REDLANDS – He is hailed as the greatest Latino civil-rights leader in history.

Schools, parks, libraries and streets have been named in his honor across the country.

His birthday, March 31, is a holiday in eight states, including California.

Fifteen years after his death, Cesar Chavez is still revered by Latinos.

"I felt close to him because there was something about him that was God-like," said the Rev. Patricio Guillen, a Roman Catholic priest who runs a San Bernardino nonprofit that provides assistance to Latino immigrants.

Guillen gave the keynote speech on Friday at the sixth annual Cesar E. Chavez Breakfast at American Legion Post 650 in Redlands.

Guillen called the labor leader a "prophet" and "a man of faith who spoke to the conscience of the people."

Chavez led strikes and boycotts that galvanized public support for farm workers’ rights to better wages and working conditions.

"These people provide and harvest the food we eat daily, yet they are the most underappreciated and ignored persons in our society," Guillen told about 100 people at the breakfast.

For all his successes, Chavez and the union he led had a mixed record on immigration issues.

The United Farm Workers, the union co-founded by Chavez and fellow activist Dolores Huerta, was concerned that illegal workers from Mexico were depressing wages of Mexican-American field hands.

The union engaged in controversial actions, such as marching to the U.S.-Mexico border to protest growers’ use of illegal immigrants as strikebreakers.

Chavez and the union also reported illegal immigrants who served as replacement workers to immigration authorities.

Guillen, a strong supporter of efforts to legalize undocumented immigrants, said those incidents don’t tarnish Chavez’s legacy.

"The farm growers took advantage of immigrants to break the efforts to unionize," said Guillen, who met Chavez several times. "[Chavez] was not very happy about it. He was sensitive to the immigrant and his family who needed work."

In 1984, Chavez initially supported an immigration bill that contained strong sanctions against employers who hired illegal immigrants.

His position angered some Latino activists.

"He wasn’t always in line with what some of the activists were doing to organize and defend immigrant farm workers," said Armando Navarro, an ethnic studies professor at UC Riverside.

Navarro said Chavez deserves to be recognized as an "incredible charismatic leader."

But Navarro said Chavez was not a reformer who seriously threatened the social, economic and political interests of the country.

"While he was a great leader, I think there’s a great mythology that’s been created to catapult him to the level of a Martin Luther King. That he wasn’t," Navarro said.

"What we see happening today with parks, schools and streets being named after him, that’s all fine. He deserves that. But I think it’s a little overblown. For all his greatness, Chavez only focused on the farm worker. There were other [Latino] leaders who were important in many other ways who are not acknowledged at all," Navarro said.

Rep. Joe Baca, D-San Bernardino, has tried several times to pass legislation to honor Chavez with a national holiday.

"Cesar Chavez was not a supporter of guest-worker programs that brought in excess foreign labor – but he was a champion of justice, equality and human rights," Baca said via e-mail. "Because of his work to create equal treatment and respect for all, Cesar Chavez remains a beacon of hope and perseverance to people everywhere today."

Tony Bocanegra, who helped organize Friday’s breakfast in Redlands, said he holds Chavez in the highest regard.

"The great leaders – Martin Luther King, Robert F. Kennedy and Cesar Chavez – all had their flaws and imperfections," Bocanegra said. "The bottom line is they were trying to better the human race. That’s what we all admire."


▶ _Exercise_: Check which lines in the records hold "Consolidated" and report how many there are, with no other text.

----

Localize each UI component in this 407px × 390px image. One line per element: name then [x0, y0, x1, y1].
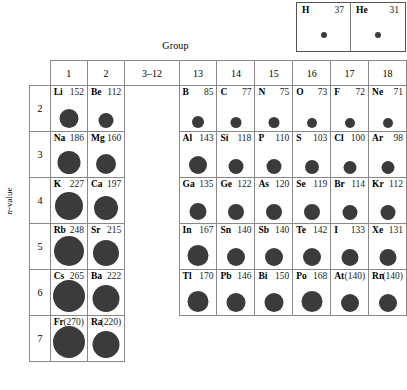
element-symbol: Kr: [372, 179, 384, 190]
element-cell-li[interactable]: Li152: [50, 86, 87, 132]
group-axis-caption: Group: [0, 40, 407, 51]
element-cell-o[interactable]: O73: [293, 86, 331, 132]
element-cell-po[interactable]: Po168: [293, 270, 331, 316]
element-cell-cs[interactable]: Cs265: [50, 270, 87, 316]
element-cell-ga[interactable]: Ga135: [179, 178, 217, 224]
element-radius-circle: [57, 151, 80, 174]
element-cell-xe[interactable]: Xe131: [369, 224, 407, 270]
element-cell-b[interactable]: B85: [179, 86, 217, 132]
element-cell-n[interactable]: N75: [255, 86, 293, 132]
element-radius-circle: [226, 293, 245, 312]
element-cell-ba[interactable]: Ba222: [87, 270, 124, 316]
element-cell-s[interactable]: S103: [293, 132, 331, 178]
element-cell-rb[interactable]: Rb248: [50, 224, 87, 270]
element-symbol: Ga: [183, 179, 195, 190]
element-symbol: P: [258, 133, 264, 144]
element-cell-f[interactable]: F72: [331, 86, 369, 132]
group-header-18: 18: [369, 61, 407, 86]
element-radius-circle: [227, 248, 245, 266]
element-radius-value: 197: [107, 179, 121, 190]
element-radius-value: 142: [313, 225, 327, 236]
element-cell-br[interactable]: Br114: [331, 178, 369, 224]
element-radius-value: 150: [275, 271, 289, 282]
element-cell-as[interactable]: As120: [255, 178, 293, 224]
element-cell-tl[interactable]: Tl170: [179, 270, 217, 316]
element-radius-circle: [53, 326, 85, 358]
grid-corner: [30, 61, 51, 86]
transition-metal-gap: [125, 224, 179, 270]
element-radius-circle: [379, 294, 397, 312]
element-symbol: Na: [54, 133, 66, 144]
nvalue-caption-italic: n: [4, 210, 14, 215]
element-radius-circle: [341, 294, 359, 312]
group-header-row: 123–12131415161718: [30, 61, 407, 86]
element-cell-bi[interactable]: Bi150: [255, 270, 293, 316]
element-radius-value: 140: [237, 225, 251, 236]
element-cell-rn[interactable]: Rn(140): [369, 270, 407, 316]
empty-cell: [331, 316, 369, 362]
element-cell-at[interactable]: At(140): [331, 270, 369, 316]
element-cell-k[interactable]: K227: [50, 178, 87, 224]
element-symbol: C: [220, 87, 227, 98]
element-cell-ne[interactable]: Ne71: [369, 86, 407, 132]
element-radius-circle: [94, 196, 118, 220]
period-number-7: 7: [30, 316, 51, 362]
element-symbol: Sn: [220, 225, 231, 236]
element-radius-circle: [304, 204, 320, 220]
element-cell-fr[interactable]: Fr(270): [50, 316, 87, 362]
element-radius-value: 215: [107, 225, 121, 236]
element-symbol: Ne: [372, 87, 383, 98]
element-radius-value: 103: [313, 133, 327, 144]
element-cell-al[interactable]: Al143: [179, 132, 217, 178]
element-symbol: Br: [334, 179, 345, 190]
element-radius-circle: [375, 32, 381, 38]
group-header-3-12: 3–12: [125, 61, 179, 86]
element-cell-ra[interactable]: Ra(220): [87, 316, 124, 362]
element-radius-circle: [228, 159, 243, 174]
element-cell-i[interactable]: I133: [331, 224, 369, 270]
element-cell-in[interactable]: In167: [179, 224, 217, 270]
element-cell-kr[interactable]: Kr112: [369, 178, 407, 224]
element-cell-cl[interactable]: Cl100: [331, 132, 369, 178]
element-radius-circle: [228, 204, 244, 220]
element-radius-circle: [266, 159, 281, 174]
element-radius-value: 112: [107, 87, 121, 98]
element-radius-circle: [380, 205, 395, 220]
element-cell-pb[interactable]: Pb146: [217, 270, 255, 316]
group-header-15: 15: [255, 61, 293, 86]
element-radius-value: 135: [199, 179, 213, 190]
element-cell-ar[interactable]: Ar98: [369, 132, 407, 178]
element-cell-te[interactable]: Te142: [293, 224, 331, 270]
element-symbol: In: [183, 225, 192, 236]
element-cell-mg[interactable]: Mg160: [87, 132, 124, 178]
element-radius-value: 170: [199, 271, 213, 282]
element-cell-na[interactable]: Na186: [50, 132, 87, 178]
element-symbol: Li: [54, 87, 63, 98]
element-cell-ge[interactable]: Ge122: [217, 178, 255, 224]
element-cell-sn[interactable]: Sn140: [217, 224, 255, 270]
element-symbol: Te: [296, 225, 306, 236]
element-cell-ca[interactable]: Ca197: [87, 178, 124, 224]
element-cell-be[interactable]: Be112: [87, 86, 124, 132]
element-symbol: F: [334, 87, 340, 98]
element-radius-value: 119: [313, 179, 327, 190]
element-symbol: B: [183, 87, 189, 98]
element-cell-p[interactable]: P110: [255, 132, 293, 178]
element-cell-sb[interactable]: Sb140: [255, 224, 293, 270]
element-symbol: Xe: [372, 225, 383, 236]
element-cell-sr[interactable]: Sr215: [87, 224, 124, 270]
element-cell-se[interactable]: Se119: [293, 178, 331, 224]
empty-cell: [125, 316, 179, 362]
element-radius-value: 73: [318, 87, 328, 98]
element-radius-value: (220): [101, 317, 122, 328]
element-symbol: Be: [91, 87, 102, 98]
element-radius-circle: [268, 117, 279, 128]
element-cell-c[interactable]: C77: [217, 86, 255, 132]
element-radius-circle: [188, 245, 209, 266]
element-radius-circle: [303, 248, 321, 266]
nvalue-caption-suffix: -value: [4, 188, 14, 211]
element-symbol: Sb: [258, 225, 269, 236]
element-symbol: Tl: [183, 271, 192, 282]
element-radius-value: 100: [351, 133, 365, 144]
element-cell-si[interactable]: Si118: [217, 132, 255, 178]
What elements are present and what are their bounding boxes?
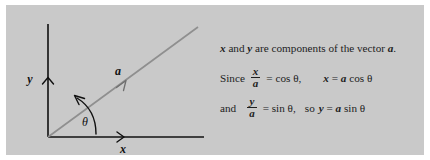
line2-result-fn: cos θ — [346, 72, 372, 84]
x-axis-label: x — [119, 142, 126, 156]
fraction-denominator: a — [247, 108, 257, 119]
fraction-denominator: a — [251, 78, 261, 89]
figure-root: y x a θ x and y are components of the ve… — [0, 0, 430, 160]
line2-result-eq: = — [329, 72, 341, 84]
figure-panel: y x a θ x and y are components of the ve… — [6, 5, 424, 155]
line1-period: . — [393, 42, 396, 54]
y-axis-label: y — [25, 72, 33, 86]
vector-diagram: y x a θ — [6, 5, 221, 160]
line2-since: Since — [220, 72, 245, 84]
explanation-text-block: x and y are components of the vector a. … — [220, 39, 426, 135]
vector-label: a — [115, 64, 121, 78]
line3-and: and — [220, 102, 236, 114]
explanation-line-3: andya= sin θ,soy = a sin θ — [220, 96, 426, 119]
line3-equals-sin: = sin θ, — [263, 102, 296, 114]
line3-result-eq: = — [324, 102, 336, 114]
explanation-line-2: Sincexa= cos θ,x = a cos θ — [220, 66, 426, 89]
angle-label: θ — [82, 115, 88, 129]
fraction-numerator: y — [247, 96, 257, 106]
line3-so: so — [305, 102, 315, 114]
explanation-line-1: x and y are components of the vector a. — [220, 42, 426, 55]
diagram-svg: y x a θ — [6, 5, 221, 160]
fraction-numerator: x — [251, 66, 261, 76]
line3-result-fn: sin θ — [341, 102, 365, 114]
line1-and: and — [226, 42, 248, 54]
fraction-x-over-a: xa — [251, 66, 261, 89]
line1-middle: are components of the vector — [252, 42, 387, 54]
fraction-y-over-a: ya — [247, 96, 257, 119]
line2-equals-cos: = cos θ, — [266, 72, 301, 84]
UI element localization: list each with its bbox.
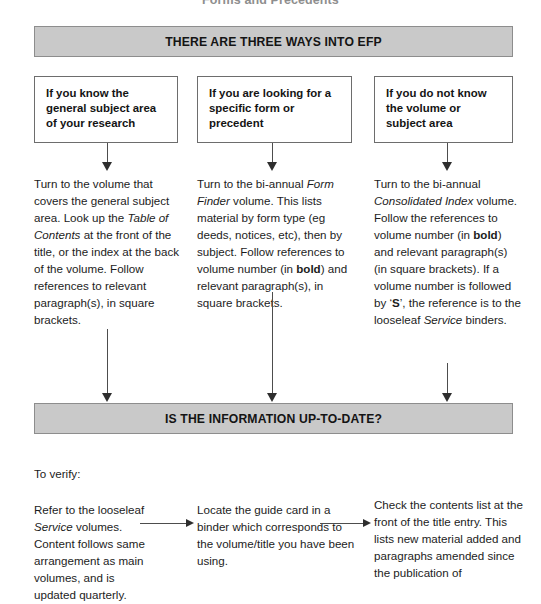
arrowhead-text1-to-banner: [102, 393, 112, 402]
arrowhead-lower2-to-lower3: [363, 519, 371, 527]
question-box-subject-area: If you know the general subject area of …: [34, 76, 178, 143]
banner-information-up-to-date-label: IS THE INFORMATION UP-TO-DATE?: [165, 412, 382, 426]
text-run-normal-0: Turn to the bi-annual: [374, 177, 481, 190]
question-box-specific-form-label: If you are looking for a specific form o…: [209, 87, 331, 129]
arrowhead-box3-to-text3: [442, 162, 452, 171]
text-run-italic-1: Consolidated Index: [374, 194, 473, 207]
lower-column-text-contents-list: Check the contents list at the front of …: [374, 497, 524, 582]
banner-information-up-to-date: IS THE INFORMATION UP-TO-DATE?: [34, 403, 513, 434]
text-run-italic-1: Service: [34, 520, 73, 533]
lower-column-text-service-volumes: Refer to the looseleaf Service volumes. …: [34, 502, 159, 604]
arrowhead-text2-to-banner: [267, 393, 277, 402]
arrowhead-text3-to-banner: [442, 393, 452, 402]
text-run-italic-7: Service: [424, 313, 463, 326]
connector-line-box1-to-text1: [107, 143, 108, 164]
connector-line-lower1-to-lower2: [140, 523, 188, 524]
text-run-bold-5: S: [392, 296, 400, 309]
text-run-normal-0: Locate the guide card in a binder which …: [197, 503, 354, 567]
banner-ways-into-efp-label: THERE ARE THREE WAYS INTO EFP: [165, 35, 382, 49]
arrowhead-box2-to-text2: [267, 162, 277, 171]
text-run-normal-0: Turn to the bi-annual: [197, 177, 307, 190]
column-text-consolidated-index: Turn to the bi-annual Consolidated Index…: [374, 176, 522, 329]
text-run-bold-3: bold: [473, 228, 497, 241]
text-run-normal-2: at the front of the title, or the index …: [34, 228, 179, 326]
connector-line-lower2-to-lower3: [320, 523, 365, 524]
page-running-head: Forms and Precedents: [0, 0, 541, 7]
connector-line-text3-to-banner: [447, 363, 448, 395]
text-run-normal-0: Refer to the looseleaf: [34, 503, 144, 516]
to-verify-label: To verify:: [34, 466, 80, 483]
question-box-unknown-volume-label: If you do not know the volume or subject…: [386, 87, 487, 129]
question-box-specific-form: If you are looking for a specific form o…: [197, 76, 352, 143]
lower-column-text-guide-card: Locate the guide card in a binder which …: [197, 502, 357, 570]
connector-line-box2-to-text2: [272, 143, 273, 164]
connector-line-box3-to-text3: [447, 143, 448, 164]
column-text-subject-area: Turn to the volume that covers the gener…: [34, 176, 186, 329]
column-text-form-finder: Turn to the bi-annual Form Finder volume…: [197, 176, 359, 312]
connector-line-text1-to-banner: [107, 329, 108, 395]
arrowhead-box1-to-text1: [102, 162, 112, 171]
connector-line-text2-to-banner: [272, 292, 273, 395]
text-run-bold-3: bold: [296, 262, 320, 275]
text-run-normal-8: binders.: [462, 313, 506, 326]
question-box-unknown-volume: If you do not know the volume or subject…: [374, 76, 513, 143]
question-box-subject-area-label: If you know the general subject area of …: [46, 87, 156, 129]
text-run-normal-0: Check the contents list at the front of …: [374, 498, 523, 579]
banner-ways-into-efp: THERE ARE THREE WAYS INTO EFP: [34, 26, 513, 57]
arrowhead-lower1-to-lower2: [186, 519, 194, 527]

----

▶ _Written answer_: 2